Enhancing LIME using Neural Decision Trees
This work addresses interpretability challenges in machine learning for tabular data, offering an incremental improvement over existing LIME methods.
The paper tackled the problem of LIME's surrogate models struggling to capture complex non-linear decision boundaries in black-box models for tabular data, and proposed NDT-LIME using Neural Decision Trees, which showed consistent improvements in explanation fidelity on benchmark datasets.
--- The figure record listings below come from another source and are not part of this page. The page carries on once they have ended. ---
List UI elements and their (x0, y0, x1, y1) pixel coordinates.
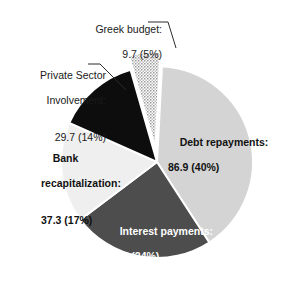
slice-label-interest-line1: Interest payments: (120, 225, 213, 237)
slice-label-debt-repayments: Debt repayments: 86.9 (40%) (168, 124, 286, 198)
slice-label-greek-budget-line1: Greek budget: (95, 23, 162, 35)
leader-line-greek-diagonal (168, 22, 176, 48)
slice-label-interest-line2: 52.3 (24%) (108, 250, 230, 262)
slice-label-psi-line2: Involvement: (2, 94, 106, 106)
pie-chart-figure: Greek budget: 9.7 (5%) Private Sector In… (0, 0, 291, 290)
slice-label-interest-payments: Interest payments: 52.3 (24%) (108, 213, 230, 287)
slice-label-bank-line2: recapitalization: (41, 177, 151, 189)
slice-label-psi-line1: Private Sector (40, 69, 106, 81)
slice-label-bank-line1: Bank (53, 152, 79, 164)
slice-label-debt-line2: 86.9 (40%) (168, 161, 286, 173)
slice-label-debt-line1: Debt repayments: (180, 136, 269, 148)
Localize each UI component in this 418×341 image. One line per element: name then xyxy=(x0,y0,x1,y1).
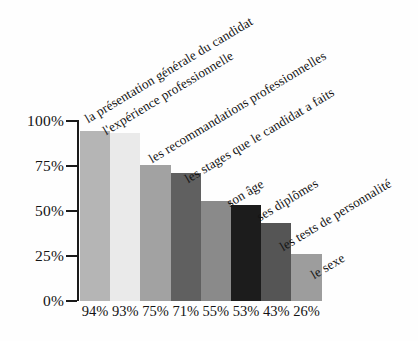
bar-value-label: 26% xyxy=(287,303,327,320)
bar xyxy=(80,131,110,301)
y-axis-label-100: 100% xyxy=(2,112,64,130)
bar xyxy=(201,201,231,301)
bar xyxy=(231,205,261,301)
y-axis-label-75: 75% xyxy=(2,157,64,175)
y-axis-tick-50 xyxy=(66,210,77,212)
y-axis-label-25: 25% xyxy=(2,247,64,265)
bar xyxy=(110,133,140,301)
y-axis-tick-25 xyxy=(66,255,77,257)
y-axis-label-50: 50% xyxy=(2,202,64,220)
y-axis-tick-0 xyxy=(66,300,77,302)
bar-chart: 100% 75% 50% 25% 0% 94%93%75%71%55%53%43… xyxy=(0,0,418,341)
y-axis-tick-100 xyxy=(66,120,77,122)
y-axis-line xyxy=(77,120,79,301)
bar xyxy=(140,165,170,301)
bar xyxy=(171,173,201,302)
y-axis-tick-75 xyxy=(66,165,77,167)
y-axis-label-0: 0% xyxy=(2,292,64,310)
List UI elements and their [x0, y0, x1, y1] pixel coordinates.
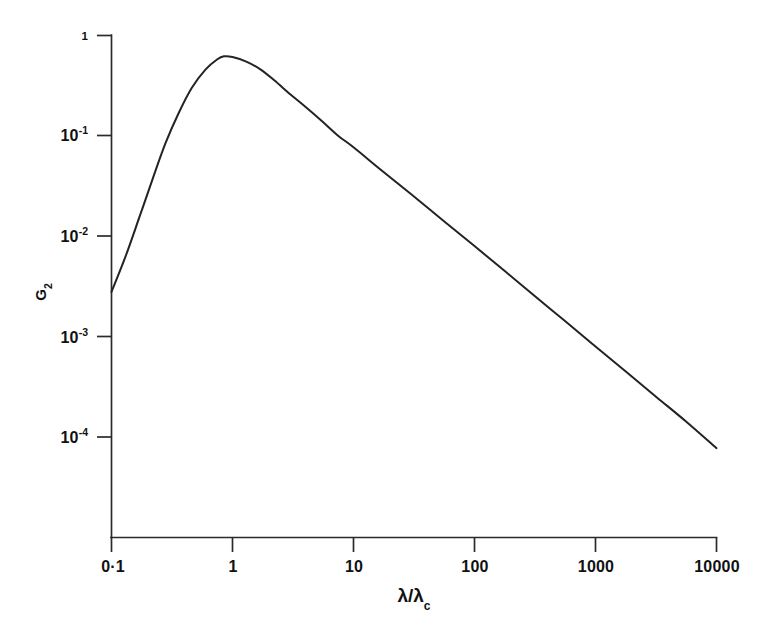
x-tick-label-0p1: 0·1: [101, 558, 125, 576]
x-tick-label-100: 100: [461, 558, 488, 576]
y-tick-label-1: 1: [28, 26, 88, 44]
data-curve-g2: [112, 56, 717, 448]
x-tick-label-10000: 10000: [694, 558, 740, 576]
x-axis-ticks: [112, 538, 717, 553]
y-axis-ticks: [97, 36, 112, 438]
y-tick-label-1e-1: 10-1: [18, 125, 88, 145]
chart-figure: 1 10-1 10-2 10-3 10-4 0·1 1 10 100 1000 …: [0, 0, 775, 631]
y-tick-label-1e-2: 10-2: [18, 226, 88, 246]
plot-canvas: [0, 0, 775, 631]
y-axis-title: G2: [32, 272, 52, 312]
x-tick-label-10: 10: [345, 558, 363, 576]
x-axis-title: λ/λc: [397, 585, 430, 610]
x-tick-label-1: 1: [228, 558, 237, 576]
x-tick-label-1000: 1000: [578, 558, 614, 576]
y-tick-label-1e-3: 10-3: [18, 327, 88, 347]
y-tick-label-1e-4: 10-4: [18, 427, 88, 447]
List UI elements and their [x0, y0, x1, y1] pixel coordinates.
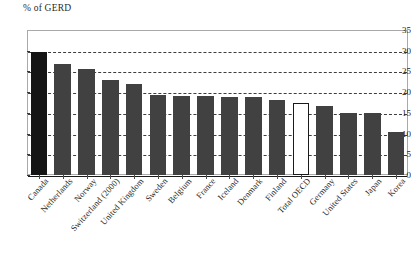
bar-netherlands [54, 64, 71, 175]
bar-sweden [150, 95, 167, 175]
x-axis-labels: CanadaNetherlandsNorwaySwitzerland (2000… [0, 176, 411, 258]
x-label-9: Denmark [235, 176, 264, 207]
x-label-14: Japan [363, 176, 384, 198]
bar-korea [388, 132, 405, 176]
bar-canada [31, 52, 48, 175]
bars-group [27, 30, 408, 175]
bar-denmark [245, 97, 262, 175]
x-label-6: Belgium [165, 176, 193, 205]
bar-norway [78, 69, 95, 175]
x-label-7: France [194, 176, 217, 201]
bar-united-kingdom [126, 84, 143, 175]
bar-japan [364, 113, 381, 175]
bar-iceland [221, 97, 238, 175]
bar-germany [316, 106, 333, 175]
bar-total-oecd [293, 103, 310, 176]
bar-switzerland-2000 [102, 80, 119, 175]
gerd-bar-chart: % of GERD 05101520253035 CanadaNetherlan… [0, 0, 411, 258]
bar-united-states [340, 113, 357, 175]
x-label-15: Korea [386, 176, 408, 199]
bar-finland [269, 100, 286, 175]
bar-belgium [173, 96, 190, 175]
x-label-5: Sweden [143, 176, 169, 203]
y-axis-title: % of GERD [23, 3, 71, 13]
bar-france [197, 96, 214, 175]
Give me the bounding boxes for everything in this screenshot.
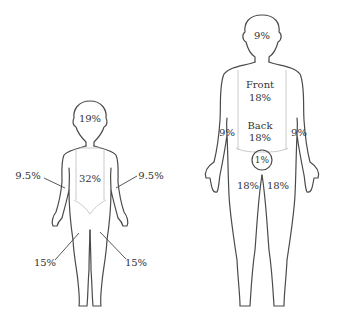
adult-genital-percent: 1% <box>255 156 269 165</box>
adult-left-leg-percent: 18% <box>237 181 259 191</box>
child-left-leg-percent: 15% <box>34 258 56 268</box>
adult-left-arm-percent: 9% <box>219 128 235 138</box>
adult-front-label: Front <box>246 80 274 90</box>
child-figure <box>44 101 137 306</box>
adult-back-percent: 18% <box>249 133 271 143</box>
child-right-leg-percent: 15% <box>125 258 147 268</box>
child-trunk-percent: 32% <box>79 174 101 184</box>
figures-drawing <box>0 0 344 323</box>
adult-right-arm-percent: 9% <box>291 128 307 138</box>
adult-head-percent: 9% <box>254 31 270 41</box>
adult-front-percent: 18% <box>249 93 271 103</box>
child-left-arm-percent: 9.5% <box>15 171 40 181</box>
adult-back-label: Back <box>248 121 273 131</box>
adult-right-leg-percent: 18% <box>267 181 289 191</box>
child-right-arm-percent: 9.5% <box>138 171 163 181</box>
child-head-percent: 19% <box>79 114 101 124</box>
Interpreting complex machine learning models is a critical challenge, especially for tabular data where model transparency is paramount. Local Interpretable Model-Agnostic Explanations (LIME) has been a very popular framework for interpretable machine learning, also inspiring many extensions. While traditional surrogate models used in LIME variants (e.g. linear regression and decision trees) offer a degree of stability, they can struggle to faithfully capture the complex non-linear decision boundaries that are inherent in many sophisticated black-box models. This work contributes toward bridging the gap between high predictive performance and interpretable decision-making. Specifically, we propose the NDT-LIME variant that integrates Neural Decision Trees (NDTs) as surrogate models. By leveraging the structured, hierarchical nature of NDTs, our approach aims at providing more accurate and meaningful local explanations. We evaluate its effectiveness on several benchmark tabular datasets, showing consistent improvements in explanation fidelity over traditional LIME surrogates.